Amazon - The CIA/Spook/Defense Department cloud providers with 1/3rd of all cloud infrastructure - should have zero access to anything related to Whonix users.
.onions everywhere is the real long term solution for all secure updating and upgrading, by default, configured from 1st install.
I am not sure we really should go into security by policy. Choosing good servers over bad servers. That opens a can of worms.
Before we were using 1) security.debian.org and 2) ftp.us.debian.org. Was never questioned at all.
Could be hosted in US and if I had to bet, I’d bet it is hosted in US.
Even more likely so.
Debian apt downloads looks like a volunteer effort. People who can sponsor/contribute these resources. Both 1) and 2) might already be hosted on amazon AWS or similarly awful. Since it is DNS round robin / mirrors most likely, it most likely is hitting such cloud providers already at least sometimes.
onions are not reliable enough yet.
Even if they were…: Do we say “building Whonix requires an already torified connection so you can access onions”? If you don’t have that, out of luck or use binary Whonix download first.
The problem with forcing CA SSL for apt updates is it breaks regular http mirrors and potentially limits mirror numbers severely - making it easier to censor the Whonix build/updates process. If it becomes widely adopted and http mirrors a minority then switch to apt-https
Censoring Amazon servers is equally pointless since they do go out of their way to keep their centers secret and use front companies to fool customers.
I suggest letting the chips fall where they may and tell users to restart Tor and re-run the apt process.
The good thing is onion mirrors are reliable enough (though not perfect) to act as alternate fallbacks
The good thing about apt is we don’t really need to trust the endpoint hosting the mirror when packages are signed. The advantage of onions is to stop selective poisoning of packages in event of an apt vuln or being able to track anonymous systems update patterns because machines have unique program sets installed on them.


WORK INSTRUCTION:
Each line of the entries that mentions the string "sphincter" needs to be reported.

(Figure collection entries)
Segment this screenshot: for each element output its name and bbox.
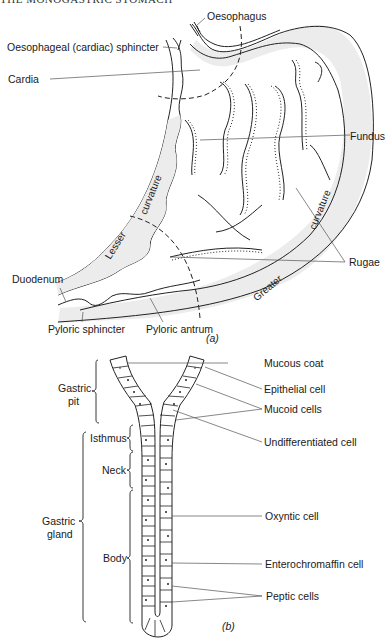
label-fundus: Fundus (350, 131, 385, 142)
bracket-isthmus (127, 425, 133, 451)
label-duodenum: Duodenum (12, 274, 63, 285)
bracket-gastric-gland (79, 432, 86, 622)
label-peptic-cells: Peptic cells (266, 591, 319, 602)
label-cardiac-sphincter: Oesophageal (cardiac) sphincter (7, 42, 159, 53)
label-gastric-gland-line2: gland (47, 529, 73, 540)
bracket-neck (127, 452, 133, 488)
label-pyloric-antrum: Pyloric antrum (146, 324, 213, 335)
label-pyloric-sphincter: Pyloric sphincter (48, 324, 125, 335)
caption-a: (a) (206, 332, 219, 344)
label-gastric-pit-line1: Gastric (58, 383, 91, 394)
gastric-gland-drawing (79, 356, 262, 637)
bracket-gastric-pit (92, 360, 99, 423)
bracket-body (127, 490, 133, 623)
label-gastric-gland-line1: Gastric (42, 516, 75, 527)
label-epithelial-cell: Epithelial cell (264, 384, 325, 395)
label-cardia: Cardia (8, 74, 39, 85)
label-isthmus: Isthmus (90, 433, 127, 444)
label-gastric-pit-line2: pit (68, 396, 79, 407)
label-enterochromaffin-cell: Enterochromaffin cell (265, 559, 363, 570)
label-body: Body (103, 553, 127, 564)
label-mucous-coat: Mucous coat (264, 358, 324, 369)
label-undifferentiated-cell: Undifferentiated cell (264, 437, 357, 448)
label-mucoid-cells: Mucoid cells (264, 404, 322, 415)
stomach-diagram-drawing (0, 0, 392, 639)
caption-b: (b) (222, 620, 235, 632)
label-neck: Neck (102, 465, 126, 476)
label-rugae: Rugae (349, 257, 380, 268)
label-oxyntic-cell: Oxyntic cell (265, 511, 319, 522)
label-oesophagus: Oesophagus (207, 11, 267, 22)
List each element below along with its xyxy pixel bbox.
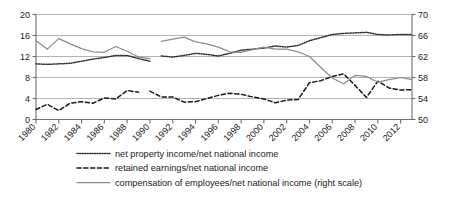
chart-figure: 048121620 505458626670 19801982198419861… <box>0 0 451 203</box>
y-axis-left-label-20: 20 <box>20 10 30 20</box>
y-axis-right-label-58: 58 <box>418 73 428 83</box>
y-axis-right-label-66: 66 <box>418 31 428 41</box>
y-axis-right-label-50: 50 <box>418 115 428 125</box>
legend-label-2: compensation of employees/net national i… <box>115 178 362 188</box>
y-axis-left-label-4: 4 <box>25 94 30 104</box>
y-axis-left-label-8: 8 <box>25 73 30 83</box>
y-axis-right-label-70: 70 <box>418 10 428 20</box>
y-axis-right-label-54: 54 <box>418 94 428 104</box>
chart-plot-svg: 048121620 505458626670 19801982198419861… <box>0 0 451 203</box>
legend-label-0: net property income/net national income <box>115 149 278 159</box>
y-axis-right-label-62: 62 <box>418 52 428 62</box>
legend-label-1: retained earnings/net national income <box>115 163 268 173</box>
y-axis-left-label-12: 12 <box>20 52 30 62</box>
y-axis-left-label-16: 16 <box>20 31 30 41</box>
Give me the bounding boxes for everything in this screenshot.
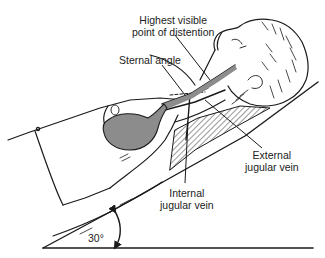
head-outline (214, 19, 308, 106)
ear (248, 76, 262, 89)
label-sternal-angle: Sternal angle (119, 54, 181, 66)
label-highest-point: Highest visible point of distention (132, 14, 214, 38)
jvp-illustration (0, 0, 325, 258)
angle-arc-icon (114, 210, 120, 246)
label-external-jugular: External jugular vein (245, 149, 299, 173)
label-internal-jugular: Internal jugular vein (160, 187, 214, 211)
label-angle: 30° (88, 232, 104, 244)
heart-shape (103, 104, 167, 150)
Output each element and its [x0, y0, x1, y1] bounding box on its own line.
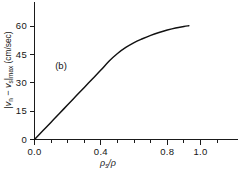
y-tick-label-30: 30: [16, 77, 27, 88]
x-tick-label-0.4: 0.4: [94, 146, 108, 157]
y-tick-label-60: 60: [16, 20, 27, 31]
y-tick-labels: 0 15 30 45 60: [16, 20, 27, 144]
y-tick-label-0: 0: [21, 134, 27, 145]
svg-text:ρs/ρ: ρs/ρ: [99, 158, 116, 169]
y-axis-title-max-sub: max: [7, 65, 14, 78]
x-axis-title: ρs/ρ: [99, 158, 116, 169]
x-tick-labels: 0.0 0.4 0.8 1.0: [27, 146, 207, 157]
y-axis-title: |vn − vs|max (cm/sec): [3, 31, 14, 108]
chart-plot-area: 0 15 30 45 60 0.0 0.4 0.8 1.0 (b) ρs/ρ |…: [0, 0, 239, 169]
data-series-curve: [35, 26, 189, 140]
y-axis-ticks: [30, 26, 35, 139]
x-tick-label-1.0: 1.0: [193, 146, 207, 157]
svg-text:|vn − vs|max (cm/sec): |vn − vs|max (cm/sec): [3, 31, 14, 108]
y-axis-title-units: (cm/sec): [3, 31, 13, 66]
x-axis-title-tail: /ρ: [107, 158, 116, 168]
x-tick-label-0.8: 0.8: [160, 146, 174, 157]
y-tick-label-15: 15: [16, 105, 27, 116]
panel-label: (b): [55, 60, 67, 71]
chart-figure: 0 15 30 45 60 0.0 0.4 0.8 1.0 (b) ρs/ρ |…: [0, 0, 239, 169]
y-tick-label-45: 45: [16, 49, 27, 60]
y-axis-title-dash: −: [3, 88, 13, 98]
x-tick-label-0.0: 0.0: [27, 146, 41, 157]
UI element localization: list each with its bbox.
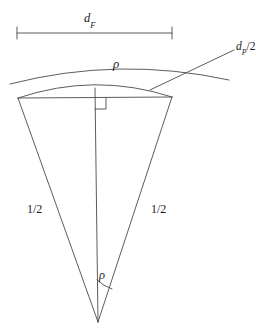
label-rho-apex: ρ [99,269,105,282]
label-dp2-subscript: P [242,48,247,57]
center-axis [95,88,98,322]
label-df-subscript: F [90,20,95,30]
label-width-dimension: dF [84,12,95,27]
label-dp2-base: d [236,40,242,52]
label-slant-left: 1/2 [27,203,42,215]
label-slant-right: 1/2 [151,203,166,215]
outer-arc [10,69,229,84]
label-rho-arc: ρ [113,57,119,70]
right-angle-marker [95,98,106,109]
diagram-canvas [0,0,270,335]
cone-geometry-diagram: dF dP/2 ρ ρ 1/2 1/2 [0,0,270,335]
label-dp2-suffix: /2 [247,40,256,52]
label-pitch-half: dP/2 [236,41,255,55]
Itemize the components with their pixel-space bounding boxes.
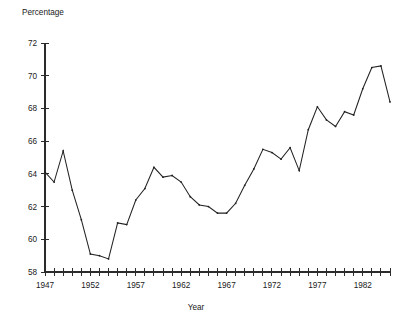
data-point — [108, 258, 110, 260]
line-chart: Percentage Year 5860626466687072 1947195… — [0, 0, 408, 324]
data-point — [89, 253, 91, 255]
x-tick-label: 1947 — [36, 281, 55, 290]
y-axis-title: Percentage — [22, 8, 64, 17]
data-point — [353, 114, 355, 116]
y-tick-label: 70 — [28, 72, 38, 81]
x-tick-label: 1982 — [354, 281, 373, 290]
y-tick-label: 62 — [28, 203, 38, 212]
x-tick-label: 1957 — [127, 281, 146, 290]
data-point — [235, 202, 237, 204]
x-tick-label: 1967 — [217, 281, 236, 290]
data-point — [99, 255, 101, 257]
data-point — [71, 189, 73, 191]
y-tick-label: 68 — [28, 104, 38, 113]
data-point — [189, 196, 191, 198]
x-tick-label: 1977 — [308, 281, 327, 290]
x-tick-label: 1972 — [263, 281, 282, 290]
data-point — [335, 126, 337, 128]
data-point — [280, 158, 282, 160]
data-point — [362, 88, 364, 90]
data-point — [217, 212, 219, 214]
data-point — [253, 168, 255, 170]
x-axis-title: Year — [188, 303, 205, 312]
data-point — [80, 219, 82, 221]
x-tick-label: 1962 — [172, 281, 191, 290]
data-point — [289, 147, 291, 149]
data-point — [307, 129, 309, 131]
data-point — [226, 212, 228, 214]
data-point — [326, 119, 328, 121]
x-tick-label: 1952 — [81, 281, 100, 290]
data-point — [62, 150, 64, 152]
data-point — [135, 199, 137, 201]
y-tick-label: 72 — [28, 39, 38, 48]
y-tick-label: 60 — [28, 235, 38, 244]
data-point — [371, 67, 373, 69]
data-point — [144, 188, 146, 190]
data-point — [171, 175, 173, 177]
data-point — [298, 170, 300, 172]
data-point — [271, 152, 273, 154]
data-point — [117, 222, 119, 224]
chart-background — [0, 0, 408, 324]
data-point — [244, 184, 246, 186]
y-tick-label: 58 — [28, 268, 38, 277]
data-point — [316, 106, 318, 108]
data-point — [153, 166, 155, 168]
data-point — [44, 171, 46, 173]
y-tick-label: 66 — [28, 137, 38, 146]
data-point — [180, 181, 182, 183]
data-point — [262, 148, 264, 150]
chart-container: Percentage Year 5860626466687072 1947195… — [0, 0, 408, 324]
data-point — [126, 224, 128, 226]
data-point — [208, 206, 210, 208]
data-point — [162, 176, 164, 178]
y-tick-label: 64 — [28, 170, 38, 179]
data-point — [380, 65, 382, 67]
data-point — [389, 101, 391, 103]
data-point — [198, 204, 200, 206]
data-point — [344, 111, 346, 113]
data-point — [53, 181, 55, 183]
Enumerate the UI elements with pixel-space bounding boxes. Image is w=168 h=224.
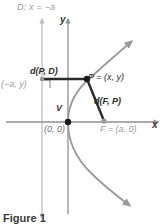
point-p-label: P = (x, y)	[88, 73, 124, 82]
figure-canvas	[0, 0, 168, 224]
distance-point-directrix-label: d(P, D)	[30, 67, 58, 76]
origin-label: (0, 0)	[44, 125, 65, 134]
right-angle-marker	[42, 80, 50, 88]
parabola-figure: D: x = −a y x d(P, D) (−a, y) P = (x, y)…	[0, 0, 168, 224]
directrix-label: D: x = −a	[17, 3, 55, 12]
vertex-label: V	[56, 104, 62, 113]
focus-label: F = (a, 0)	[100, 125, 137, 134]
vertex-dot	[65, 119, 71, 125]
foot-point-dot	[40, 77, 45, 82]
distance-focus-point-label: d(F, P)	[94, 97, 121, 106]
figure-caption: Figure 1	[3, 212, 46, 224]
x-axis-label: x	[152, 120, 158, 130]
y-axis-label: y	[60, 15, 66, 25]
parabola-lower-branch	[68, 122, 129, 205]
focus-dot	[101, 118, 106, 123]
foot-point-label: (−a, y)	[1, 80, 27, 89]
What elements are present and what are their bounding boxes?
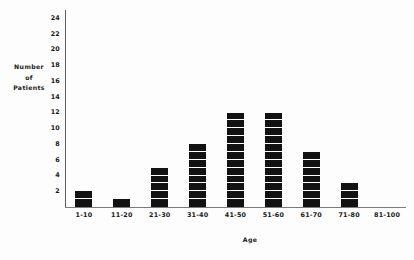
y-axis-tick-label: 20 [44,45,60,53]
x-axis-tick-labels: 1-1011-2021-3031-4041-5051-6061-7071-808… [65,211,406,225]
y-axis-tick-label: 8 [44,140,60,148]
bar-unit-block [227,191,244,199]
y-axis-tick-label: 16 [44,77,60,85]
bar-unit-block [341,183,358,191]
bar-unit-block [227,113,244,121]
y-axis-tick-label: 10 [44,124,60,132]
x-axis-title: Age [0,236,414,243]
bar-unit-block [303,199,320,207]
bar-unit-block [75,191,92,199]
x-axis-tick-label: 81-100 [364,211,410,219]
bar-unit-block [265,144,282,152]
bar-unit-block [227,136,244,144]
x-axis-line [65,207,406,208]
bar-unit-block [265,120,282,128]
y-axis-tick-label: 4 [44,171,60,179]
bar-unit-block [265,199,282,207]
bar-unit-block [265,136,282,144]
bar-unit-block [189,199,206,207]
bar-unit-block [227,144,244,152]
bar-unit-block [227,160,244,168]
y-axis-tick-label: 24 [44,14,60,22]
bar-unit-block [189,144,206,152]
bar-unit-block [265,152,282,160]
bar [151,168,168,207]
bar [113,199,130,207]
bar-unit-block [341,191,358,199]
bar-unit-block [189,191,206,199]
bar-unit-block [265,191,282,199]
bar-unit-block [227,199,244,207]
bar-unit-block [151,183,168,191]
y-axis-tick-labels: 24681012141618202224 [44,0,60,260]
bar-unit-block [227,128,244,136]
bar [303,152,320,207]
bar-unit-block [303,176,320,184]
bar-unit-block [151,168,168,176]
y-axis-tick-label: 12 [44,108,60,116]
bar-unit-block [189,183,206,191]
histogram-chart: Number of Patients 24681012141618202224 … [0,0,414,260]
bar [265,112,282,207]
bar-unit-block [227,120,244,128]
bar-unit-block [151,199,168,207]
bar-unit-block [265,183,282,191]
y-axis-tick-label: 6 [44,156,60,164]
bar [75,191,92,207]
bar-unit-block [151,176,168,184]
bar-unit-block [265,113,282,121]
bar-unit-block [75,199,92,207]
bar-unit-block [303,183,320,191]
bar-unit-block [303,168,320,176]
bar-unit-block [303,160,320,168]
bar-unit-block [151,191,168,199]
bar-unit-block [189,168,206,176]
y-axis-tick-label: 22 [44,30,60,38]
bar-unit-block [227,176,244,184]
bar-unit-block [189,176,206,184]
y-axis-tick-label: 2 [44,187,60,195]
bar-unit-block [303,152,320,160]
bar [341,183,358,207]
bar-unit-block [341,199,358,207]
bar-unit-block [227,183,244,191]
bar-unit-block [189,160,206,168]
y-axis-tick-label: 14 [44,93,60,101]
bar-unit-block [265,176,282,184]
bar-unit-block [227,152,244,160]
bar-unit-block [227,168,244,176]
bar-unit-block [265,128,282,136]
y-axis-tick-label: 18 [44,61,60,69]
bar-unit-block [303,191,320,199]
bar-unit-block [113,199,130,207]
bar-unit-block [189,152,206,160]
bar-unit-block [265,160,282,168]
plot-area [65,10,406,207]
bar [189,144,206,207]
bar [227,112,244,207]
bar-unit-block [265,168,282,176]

WRITTEN ANSWER:
label-cardiac-sphincter: Oesophageal (cardiac) sphincter (7, 42, 159, 53)
label-pyloric-sphincter: Pyloric sphincter (48, 324, 125, 335)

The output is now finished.